Aquarium Advice Regular
Joined
Nov 29, 2003
Messages
70
Location
Okemos MI
OK, so the wife and I got a tank with LR, cycled it, and added a cleaner crew. The tank's been running with cleaner crew fine for a week before we leave for a five day weekend in Jamaica. When we came back, the Ground Fault Interrupt had gone off, so nothing was running. Tank temp was 64 (room temp) and J tube had lost siphon so it'd been out a while.

At least 2 of the snails are dead and 1 alive. I think some hermits are dead, but am not sure - at least 4 survived. Amonia, Nitrate and Nitrite all at acceptable levels.

1) What should I do to find/fix the cause of the GFCI going off.

2) Do I replace or augment the LR? Some of the stuff on it must ahve died?

3) Do I add to the cleaner crew. How do I find and count all of the survivors?

Thanks,
David
 
First i would move it to a plug that wasn't ground fault. I have found they sometimes trip just because a storm come through. I would just get everything running again and get it back up to temp and wait for a few days before I did anything drastic.
 
What's the tank setup? What is plugged into the GFCI? I wouldn't move everything from the GFCI to a straight plug just because if something is faulty you could kill yourself. Unplug everything from the GFCI and then reset it. Plug things in one by one until everything is powered up. This way if there is a faulty appliance you will know when the GFI trips. If everything comes on fine and the breaker holds then you may just have had a finicky GFI breaker.
If the temp only fell to 64 and the ammonia and nitrite levels are normal then there was probably minimal die off on the LR. I would address the GFCI problem and get the system running again, monitor levels for few days and go from there.
If you have many crabs or hermits in your cleanup crew then chances are that whatever died was eaten anyways. Hermits will eat just about anything they find.
 
Between cycling and everyting it ran fine for a couple of weeks. Since we reset the GFCI on Tuesday (it's now Saturday) it has continued running fine. I'm pretty convinced that there are fewer PODS - I used to see them, now I don't.

David
 
Acutally i would leave it on the ground fault. It tripping could also have been as a result of a short someplace and comming home to just a unpowered tank would have been a good thing vs possibly an electrical fire or worse.
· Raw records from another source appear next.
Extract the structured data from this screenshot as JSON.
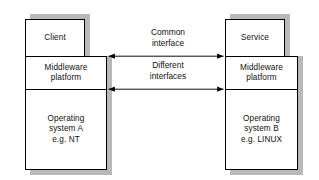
{
  "diagram": {
    "colors": {
      "box_fill": "#ffffff",
      "box_border": "#000000",
      "shadow": "#b9b9b9",
      "text": "#111111",
      "arrow": "#000000"
    },
    "left_stack": {
      "top_box": {
        "label": "Client"
      },
      "middle_box": {
        "label": "Middleware\nplatform"
      },
      "bottom_box": {
        "label": "Operating\nsystem A\ne.g. NT"
      }
    },
    "right_stack": {
      "top_box": {
        "label": "Service"
      },
      "middle_box": {
        "label": "Middleware\nplatform"
      },
      "bottom_box": {
        "label": "Operating\nsystem B\ne.g. LINUX"
      }
    },
    "connectors": [
      {
        "name": "common-interface",
        "label": "Common\ninterface",
        "direction": "bidirectional",
        "y": 56
      },
      {
        "name": "different-interfaces",
        "label": "Different\ninterfaces",
        "direction": "bidirectional",
        "y": 89
      }
    ]
  }
}
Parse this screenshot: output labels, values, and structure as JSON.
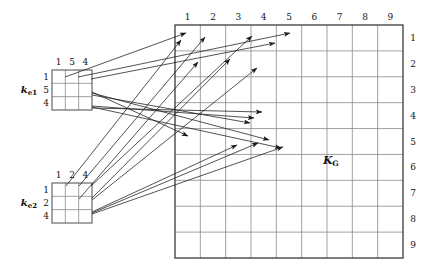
{
  "figure": {
    "kind": "finite-element-stiffness-assembly-diagram",
    "background": "#ffffff",
    "ink": "#141414",
    "gridline_color": "#8a8a8a",
    "border_color": "#3a3a3a",
    "arrow_color": "#1a1a1a"
  },
  "global_matrix": {
    "name_main": "K",
    "name_sub": "G",
    "label_x": 331,
    "label_y": 160,
    "rows": 9,
    "cols": 9,
    "x": 175,
    "y": 25,
    "width": 228,
    "height": 233,
    "col_labels": [
      "1",
      "2",
      "3",
      "4",
      "5",
      "6",
      "7",
      "8",
      "9"
    ],
    "row_labels": [
      "1",
      "2",
      "3",
      "4",
      "5",
      "6",
      "7",
      "8",
      "9"
    ],
    "col_label_y": 17,
    "row_label_x": 413
  },
  "element_matrices": [
    {
      "id": "ke1",
      "name_main": "k",
      "name_sub": "e1",
      "name_x": 29,
      "name_y": 90,
      "x": 52,
      "y": 70,
      "width": 40,
      "height": 40,
      "rows": 3,
      "cols": 3,
      "col_labels": [
        "1",
        "5",
        "4"
      ],
      "row_labels": [
        "1",
        "5",
        "4"
      ],
      "col_label_y": 62,
      "row_label_x": 46,
      "dof_map": [
        1,
        5,
        4
      ]
    },
    {
      "id": "ke2",
      "name_main": "k",
      "name_sub": "e2",
      "name_x": 29,
      "name_y": 203,
      "x": 52,
      "y": 183,
      "width": 40,
      "height": 40,
      "rows": 3,
      "cols": 3,
      "col_labels": [
        "1",
        "2",
        "4"
      ],
      "row_labels": [
        "1",
        "2",
        "4"
      ],
      "col_label_y": 175,
      "row_label_x": 46,
      "dof_map": [
        1,
        2,
        4
      ]
    }
  ],
  "arrows": [
    {
      "id": "e1-r1c1",
      "from_x": 65,
      "from_y": 77,
      "to_x": 186,
      "to_y": 33
    },
    {
      "id": "e1-r1c2",
      "from_x": 78,
      "from_y": 77,
      "to_x": 290,
      "to_y": 33
    },
    {
      "id": "e1-r1c3",
      "from_x": 91,
      "from_y": 79,
      "to_x": 275,
      "to_y": 43
    },
    {
      "id": "e1-r2c1",
      "from_x": 92,
      "from_y": 92,
      "to_x": 188,
      "to_y": 136
    },
    {
      "id": "e1-r2c2",
      "from_x": 92,
      "from_y": 93,
      "to_x": 269,
      "to_y": 140
    },
    {
      "id": "e1-r2c3",
      "from_x": 92,
      "from_y": 95,
      "to_x": 250,
      "to_y": 123
    },
    {
      "id": "e1-r3c1",
      "from_x": 92,
      "from_y": 106,
      "to_x": 254,
      "to_y": 118
    },
    {
      "id": "e1-r3c2",
      "from_x": 92,
      "from_y": 107,
      "to_x": 281,
      "to_y": 148
    },
    {
      "id": "e1-r3c3",
      "from_x": 92,
      "from_y": 108,
      "to_x": 262,
      "to_y": 112
    },
    {
      "id": "e2-r1c1",
      "from_x": 66,
      "from_y": 186,
      "to_x": 181,
      "to_y": 40
    },
    {
      "id": "e2-r1c2",
      "from_x": 79,
      "from_y": 186,
      "to_x": 205,
      "to_y": 37
    },
    {
      "id": "e2-r1c3",
      "from_x": 91,
      "from_y": 186,
      "to_x": 252,
      "to_y": 36
    },
    {
      "id": "e2-r2c1",
      "from_x": 79,
      "from_y": 199,
      "to_x": 198,
      "to_y": 62
    },
    {
      "id": "e2-r2c2",
      "from_x": 92,
      "from_y": 198,
      "to_x": 230,
      "to_y": 59
    },
    {
      "id": "e2-r2c3",
      "from_x": 92,
      "from_y": 200,
      "to_x": 257,
      "to_y": 68
    },
    {
      "id": "e2-r3c1",
      "from_x": 92,
      "from_y": 212,
      "to_x": 237,
      "to_y": 145
    },
    {
      "id": "e2-r3c2",
      "from_x": 92,
      "from_y": 213,
      "to_x": 258,
      "to_y": 143
    },
    {
      "id": "e2-r3c3",
      "from_x": 92,
      "from_y": 214,
      "to_x": 283,
      "to_y": 147
    }
  ]
}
Once you get things back up and running slowly increase the tank temperature over the course of at least 24 hours. I know your going to want to get that water temp up quick but remember it cooled down slowly and who knows how long its been at that temp. We want to be as least stressful as possible in getting the water back up to temperature.

Monitor the ammonia levels after all the pumps have been on for a bit. If you have any canister filters take the water out of them and put fresh saltwater in them before startup as the stagnent water can be fairly foul. If this is a new setup that might not be an issue. Watch for things to start to move around again once the water levels start getting in the mid 70's. Things that dont respond to a light nudging you will want to pull from the tank to prevent fouling.

Take a look at night with a flashlight for pods. They should rebound.